In the next future, the spread to larger social groups of multiple vulnerabilities will have important impacts on the maintenance of welfare policies and on the arrangement of the living environment, calling for stronger attention to the relations between well-being and inclusion, the distribution and usability of public spaces and urban equipment.

In this frame, accessibility comes to the fore as a strategic and cross-cutting issue of the 2030 Urban Agenda, and as a perspective from which many fields covered by the Sustainable Development Goals need to be addressed in a coordinated way (United Nations, 2016a).

In synergy with welfare policies, accessible urban spaces can substantially contribute to health and well-being precisely because – through actions favouring physical connections and integrated management of public equipment, green areas, and soft mobility (mainly pedestrian and cycling) – they can help tackle the challenges of contemporary societies.
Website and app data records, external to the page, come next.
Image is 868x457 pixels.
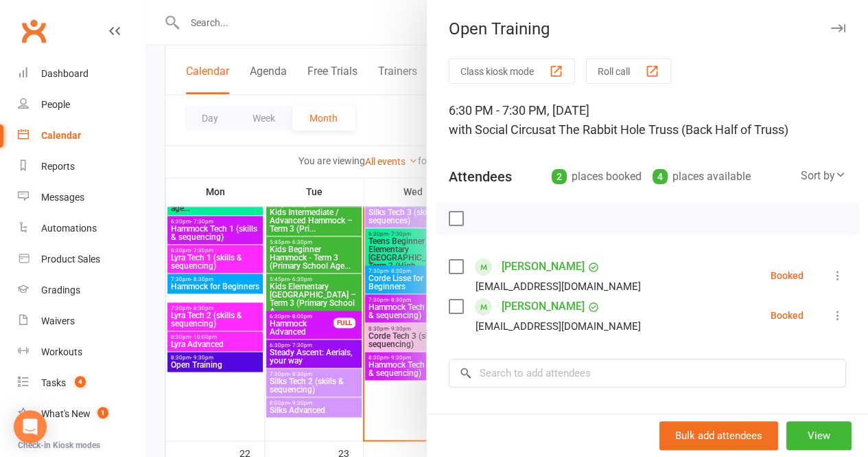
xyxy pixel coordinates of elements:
[653,169,667,184] div: 4
[75,375,85,387] span: 4
[448,101,846,139] div: 6:30 PM - 7:30 PM, [DATE]
[653,167,751,186] div: places available
[18,367,145,398] a: Tasks 4
[41,377,66,388] div: Tasks
[545,123,788,137] span: at The Rabbit Hole Truss (Back Half of Truss)
[41,346,83,357] div: Workouts
[41,191,84,202] div: Messages
[18,89,145,120] a: People
[17,14,51,48] a: Clubworx
[41,223,97,233] div: Automations
[18,59,145,89] a: Dashboard
[501,295,585,318] a: [PERSON_NAME]
[801,167,846,185] div: Sort by
[97,407,109,418] span: 1
[18,306,145,336] a: Waivers
[586,59,671,84] button: Roll call
[448,123,545,137] span: with Social Circus
[771,270,804,281] div: Booked
[41,254,100,265] div: Product Sales
[41,130,81,141] div: Calendar
[771,310,804,320] div: Booked
[475,318,641,335] div: [EMAIL_ADDRESS][DOMAIN_NAME]
[41,408,91,419] div: What's New
[41,161,75,172] div: Reports
[475,278,641,295] div: [EMAIL_ADDRESS][DOMAIN_NAME]
[18,243,145,275] a: Product Sales
[18,398,145,429] a: What's New1
[18,213,145,243] a: Automations
[41,68,88,79] div: Dashboard
[551,169,567,184] div: 2
[501,255,585,278] a: [PERSON_NAME]
[659,421,778,450] button: Bulk add attendees
[427,20,868,38] div: Open Training
[14,410,46,443] div: Open Intercom Messenger
[18,275,145,306] a: Gradings
[786,421,851,450] button: View
[18,182,145,213] a: Messages
[18,151,145,182] a: Reports
[448,167,512,186] div: Attendees
[41,315,75,326] div: Waivers
[551,167,641,186] div: places booked
[448,359,846,387] input: Search to add attendees
[448,59,575,84] button: Class kiosk mode
[41,284,80,295] div: Gradings
[18,120,145,151] a: Calendar
[18,336,145,367] a: Workouts
[41,98,70,110] div: People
The reference is to the promotion of autonomy and physical activity, in order to reduce the onset and chronic nature of diseases due to sedentary lifestyles and demographic trends; the creation of opportunities for social exchange; the contrast to the negative impacts of urbanization on environment and climate (D’Alessandro et. al., 2017).

In this sense, accessibility prompts to re-frame the right to the city issues into a broader habitat/ecological/political debate, and to build bridges between reflections on the ethic dimensions of spatial, social and economic urban conditions (Chan, 2019; Fainstein, 2010; Soja, 2010).

When interpreted as a service that cities must offer to the largest extent of people in relation to their different capacities and abilities, accessibility fosters a deep renewal of urban regeneration policies and interventions, a renovated pact between a variety of disciplines and tools, and a radical shift towards a people-centred idea of smartness.

The development of a Smart City actually implies a continuous process of innovation, which in addition to supplying highly technological services and products, should mainly improve citizens’ quality of life. The challenge that administrations are called to undertake is to address public policies to the treatment of real needs, through the monitoring of behaviours and demands, and the direct involvement of people in city government. In this perspective, citizens are no longer understood as passive sensors or users, but as fundamental actors who contribute to the building of new knowledge infrastructures and services.